Here, the Berliner Philharmoniker under the baton of their chief conductor Kirill Petrenko pursue the programme concept from the 2022/23 season of Johannes Brahms as a bridge between the First and Second Viennese Schools. While last season Kirill Petrenko placed works by Beethoven and Schoenberg alongside Brahms’s Variations on a Theme by Joseph Haydn, now the Fourth Symphony follows Wolfgang Amadeus Mozart’s Symphony No. 29 and Alban Berg’s Three Pieces for Orchestra.

The focus on Brahms is just as firmly anchored in the orchestra’s history as its engagement with Viennese Modernism: both Arnold Schoenberg’s Orchestra Variations, conducted by Kirill Petrenko in January 2023, and Berg’s Three Pieces for Orchestra were premiered by the Berliner Philharmoniker. (However, Anton Webern only conducted the first two of the three pieces in 1923). Berg dedicated them to his friend and teacher Schoenberg “in immeasurable gratitude and love”. But he was not the sole inspiration for the sumptuously scored work: in the march especially, Berg audibly pays homage to Gustav Mahler.

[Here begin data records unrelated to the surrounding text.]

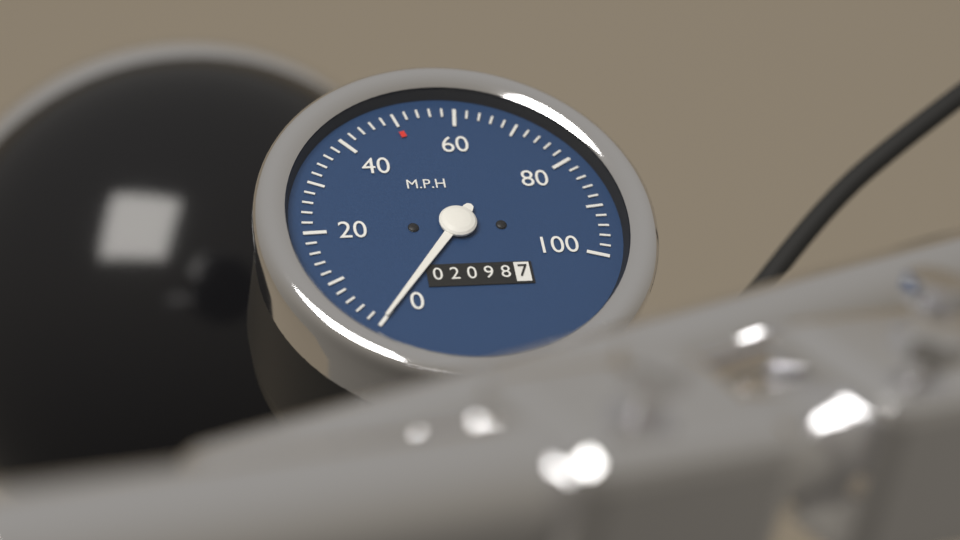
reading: 0 mph
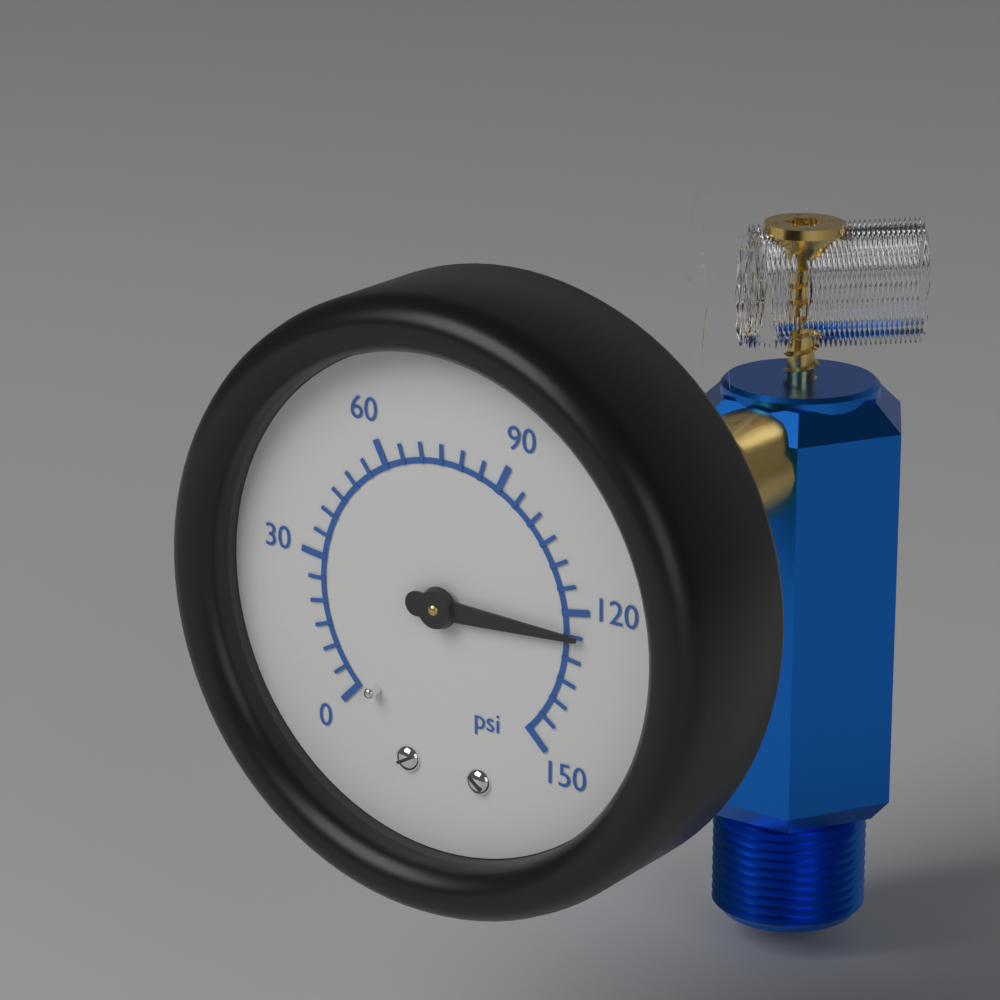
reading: 125 psi
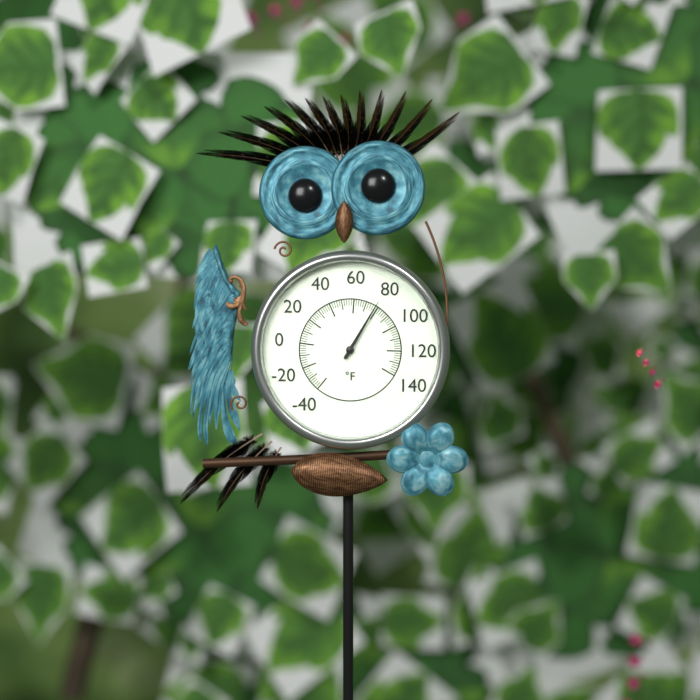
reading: 78 °F
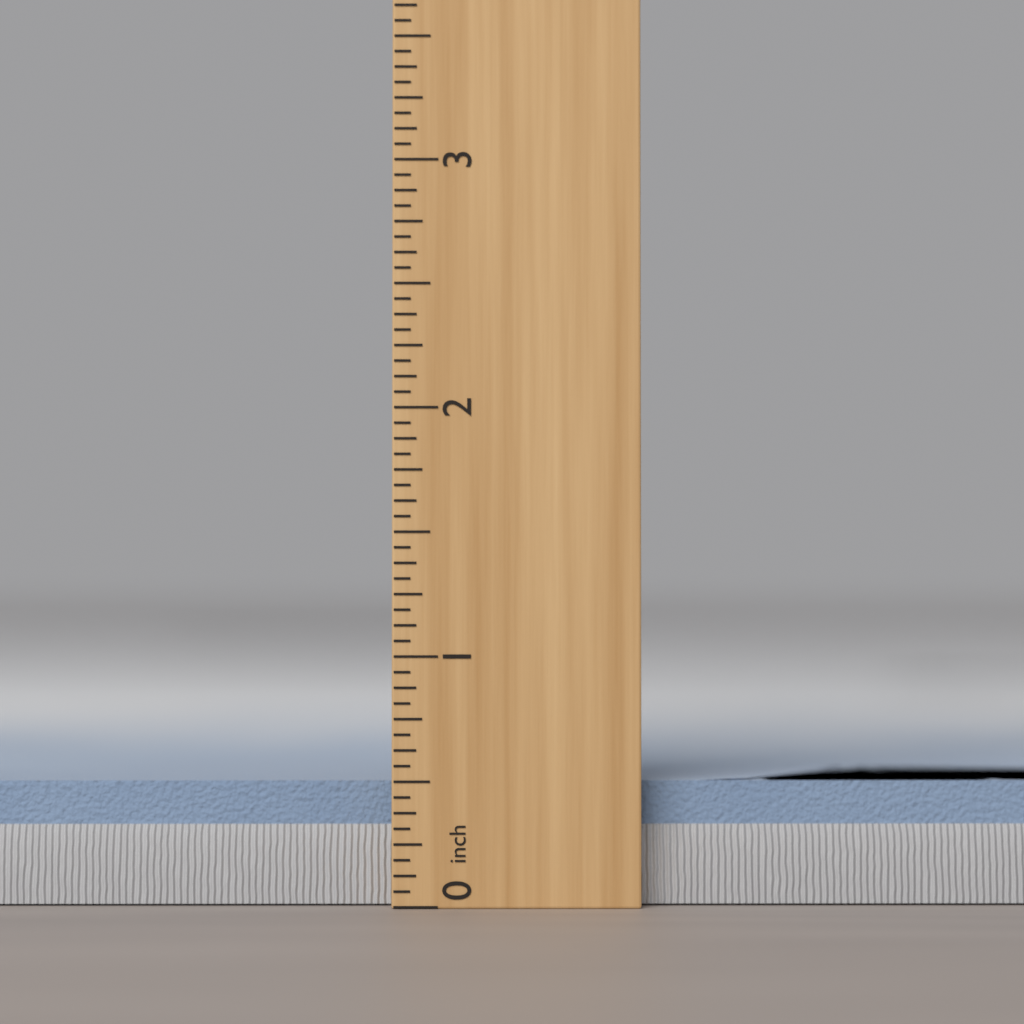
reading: 0.5000 inch
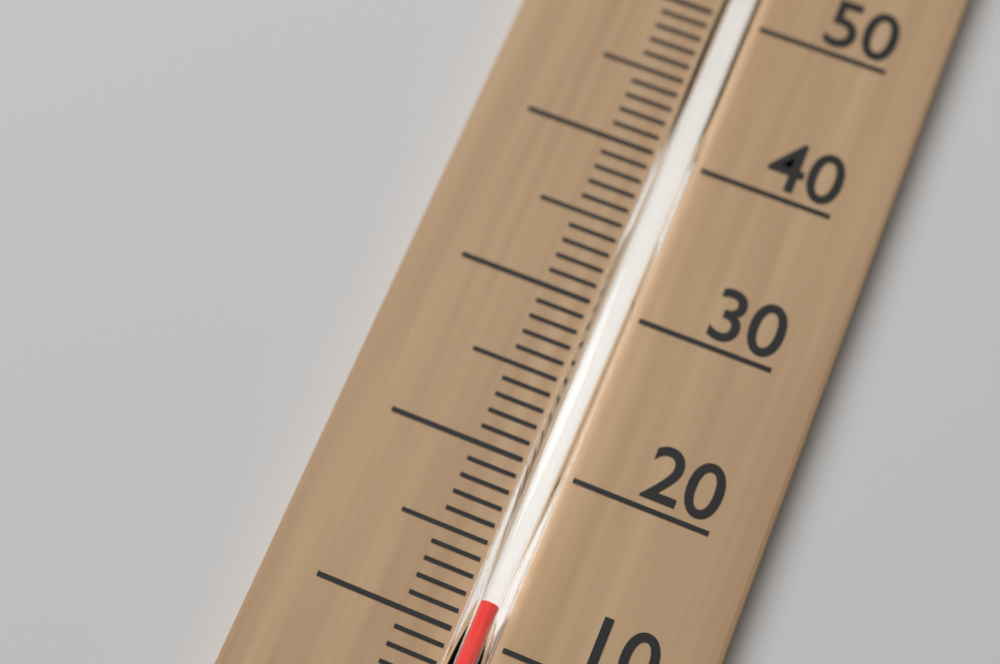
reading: 12 °C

But what makes Brahms the link between the eras? In short, you could say the emancipation of the motif. While Classical symphonies usually treat themes in their entirety, Brahms’s themes are designed to be deconstructed in the best sense – an upbeat, a sequence of intervals, a change of harmony provide him with germ cells for constantly new thoughts and connections. This kind of micro-level variation opened up entirely new possibilities for music development. Brahms perfected this approach – and masterfully combined it in his Fourth Symphony with emotional urgency.